Trusting God’s Goodness (Job 37:11–13)

He loads the thick cloud with moisture; the clouds scatter his lightning. They turn around and around by his guidance, to accomplish all that he commands them on the face of the habitable world. Whether for correction or for his land or for love, he causes it to happen.
– Job 37:11–13

This is so good, a God-centered picture of rain. When you see rain around you, realize that God is causing it to happen. And there’s a lot we could talk about there, just God’s sovereign rule and rain over everything in creation. But I want to hone in on verse 13 here when Elihu, who’s the one who’s saying these words, talks about God’s different purposes with rain. He says, “Whether for correction or for his land or for love, he causes it to happen.”

Job 37:11–13 reminds us we can trust how God rules this world.

So Elihu just lists out three potential purposes God may have in sending rain. He may send it for correction in some way. So a storm might be a picture of his discipline. Or for love. Rain is obviously a picture of his blessing on the land for fruit, which he says, “Or just for his land.” It may not be for correction in our lives or for love specifically toward us. It may just be for the land’s sake.

So God sends rain for different purposes. And the whole picture here in Job 37 is we can trust that God has many different purposes and the many things he sovereignly oversees in the world, and we can trust that ultimately his purposes are good. For all those who know him and worship him and walk with him, for those who are his people, we can trust that when things happen in our lives, God may be carrying out a corrective purpose through those things. He may be showing his love toward us in a particular way through those things.

Or, don’t forget, you and I are not at the center of the universe. Everything God does does not revolve around us. Realize there are things God does in our lives for the sake of others, and there are things God does in others’ lives for our sake. And there are things God does in the world for his sake alone.

Job 37:11–13 reminds us to trust God even when we don’t understand.

God’s purposes are many, and God’s purposes are good. That’s the takeaway from Job 37:13, this picture of the rain that God always has purposes he’s accomplishing, that he has many different purposes he’s accomplishing at many different times, in our lives, in others’ lives, and in the world around us. And all who know God, who worship God, who walk with God, can trust that all the different purposes he’s working out are good for us.

And so we pray, God. We praise you for your sovereignty over all things, including the rain and thunder, and lightning. We praise you that not one drop of rain falls to the ground apart from your sovereign hand, causing it to happen. We praise you for that reality in every inch of creation, for your sovereign rule and reign over it all.

And God, we praise you for all the good purposes you are accomplishing. Even in things we don’t understand. Especially in things we don’t understand. I just think about Job wondering, “Why is this happening?” I think about Joseph in Genesis wondering, “Why is this happening? Why I’ve been betrayed by my brothers, thrown into prison?” And yet you were accomplishing good purposes even in your sovereign reign over evil, turning it into good, and you were accomplishing good purposes in Job’s life.

This verse encourages us to align our lives with God’s ultimate redemptive purpose.

So help us to believe. Help us to trust that in everything we walk through, you are sovereign over all things, and you are trustworthy, and your purposes are good, and we can trust in you and know that all of your purposes will not only be accomplished, but will be good for us. And not just for us, for all the peoples of the world, all the nations, tribes, languages.

Oh God, help us to realize that your purposes don’t just revolve around us, that you are doing an infinite number of things in others’ lives around us, and all to the end that people from every nation and tribe and tongue and language will gather around your throne and give you praise for your salvation. We know this is your ultimate purpose. So God, help us to live today and align it with that ultimate purpose.

God, we pray you’d help us to glorify you amidst whatever we’re walking through. Use whatever circumstances we are facing in our lives to bring glory to your name and to point others to you and your good purposes, your trustworthiness.

Prayer for the Perka People

And God, we pray that you would accomplish your purpose among all the nations. We pray for the Perka people of India today, this Telugu-speaking Hindu people group, God, 208,000 of them with little to no knowledge of the gospel, hardly any, if any, believers at all.

God, we pray for the salvation, for your saving purposes to be accomplished among the Perka people. Please, work the lives of Christians in India and Christians outside of India to work to get the gospel, see your purpose, your saving purpose known among the Perka people. Please may it be so.

God, we pray all this according to your Word in Job 37:11–13 to you, the Lord of the rain. We pray in Jesus’ name. Amen.

David Platt serves as a Lead Pastor for McLean Bible Church. He is also the Founder of Radical, an organization that makes Jesus known among the nations.

David received his B.A. from the University of Georgia and M.Div., Th.M., and Ph.D. from New Orleans Baptist Theological Seminary. Some of his published works include Radical, Radical Together, Follow Me, Counter Culture, Something Needs to Change, Don’t Hold Back, and How to Read the Bible.

He lives in the Washington, D.C. metro area with his wife and children.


• **Exercise**
Look through the records below, and whenever a line contains "Volume", copy it.

• **Dataset entries**
■ ■ ■ ■ ■

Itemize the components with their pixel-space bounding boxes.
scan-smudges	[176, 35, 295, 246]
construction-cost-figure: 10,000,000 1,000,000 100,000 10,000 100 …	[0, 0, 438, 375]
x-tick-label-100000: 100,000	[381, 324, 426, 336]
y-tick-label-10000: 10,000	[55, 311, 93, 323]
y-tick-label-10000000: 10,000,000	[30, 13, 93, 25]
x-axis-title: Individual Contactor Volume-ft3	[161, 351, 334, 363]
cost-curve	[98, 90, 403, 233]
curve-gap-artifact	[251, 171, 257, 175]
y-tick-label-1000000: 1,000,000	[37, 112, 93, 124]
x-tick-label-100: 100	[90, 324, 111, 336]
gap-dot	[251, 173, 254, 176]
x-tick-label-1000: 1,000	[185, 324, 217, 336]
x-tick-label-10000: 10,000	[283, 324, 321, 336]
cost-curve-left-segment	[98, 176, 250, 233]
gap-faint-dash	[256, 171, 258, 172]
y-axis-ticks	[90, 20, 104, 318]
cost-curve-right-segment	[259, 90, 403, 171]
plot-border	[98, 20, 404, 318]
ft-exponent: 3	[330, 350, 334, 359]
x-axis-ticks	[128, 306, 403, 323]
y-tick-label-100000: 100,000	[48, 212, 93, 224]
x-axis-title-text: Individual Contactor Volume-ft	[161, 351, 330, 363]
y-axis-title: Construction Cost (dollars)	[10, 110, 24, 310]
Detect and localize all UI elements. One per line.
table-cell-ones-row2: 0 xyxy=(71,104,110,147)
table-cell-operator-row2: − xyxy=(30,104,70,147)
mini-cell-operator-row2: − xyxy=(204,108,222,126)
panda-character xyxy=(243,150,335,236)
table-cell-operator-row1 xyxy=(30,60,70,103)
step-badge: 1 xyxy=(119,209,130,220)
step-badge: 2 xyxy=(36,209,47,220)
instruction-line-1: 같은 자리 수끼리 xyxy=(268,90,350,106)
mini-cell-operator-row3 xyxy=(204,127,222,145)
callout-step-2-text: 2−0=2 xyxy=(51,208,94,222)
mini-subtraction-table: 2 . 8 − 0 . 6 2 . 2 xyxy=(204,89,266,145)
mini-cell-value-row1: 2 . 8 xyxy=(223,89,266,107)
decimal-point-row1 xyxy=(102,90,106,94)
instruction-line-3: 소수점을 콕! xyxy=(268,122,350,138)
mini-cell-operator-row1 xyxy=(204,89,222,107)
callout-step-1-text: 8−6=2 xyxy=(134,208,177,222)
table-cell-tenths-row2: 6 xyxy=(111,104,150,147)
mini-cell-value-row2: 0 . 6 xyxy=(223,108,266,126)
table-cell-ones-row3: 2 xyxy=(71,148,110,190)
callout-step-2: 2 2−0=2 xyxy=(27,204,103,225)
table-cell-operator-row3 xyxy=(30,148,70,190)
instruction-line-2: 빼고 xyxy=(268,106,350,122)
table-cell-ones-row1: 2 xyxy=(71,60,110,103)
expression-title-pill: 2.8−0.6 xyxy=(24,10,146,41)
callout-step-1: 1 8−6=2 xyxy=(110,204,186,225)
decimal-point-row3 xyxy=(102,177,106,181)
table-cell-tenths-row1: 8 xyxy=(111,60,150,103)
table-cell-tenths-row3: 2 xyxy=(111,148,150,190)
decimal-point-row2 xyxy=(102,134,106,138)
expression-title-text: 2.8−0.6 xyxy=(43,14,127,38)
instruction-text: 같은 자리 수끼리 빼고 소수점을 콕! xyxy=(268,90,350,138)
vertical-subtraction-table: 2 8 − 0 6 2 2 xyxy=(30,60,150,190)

■ ■ ■ ■ ■

• **Answer**
x-axis-title: Individual Contactor Volume-ft3	[161, 351, 334, 363]
x-axis-title-text: Individual Contactor Volume-ft	[161, 351, 330, 363]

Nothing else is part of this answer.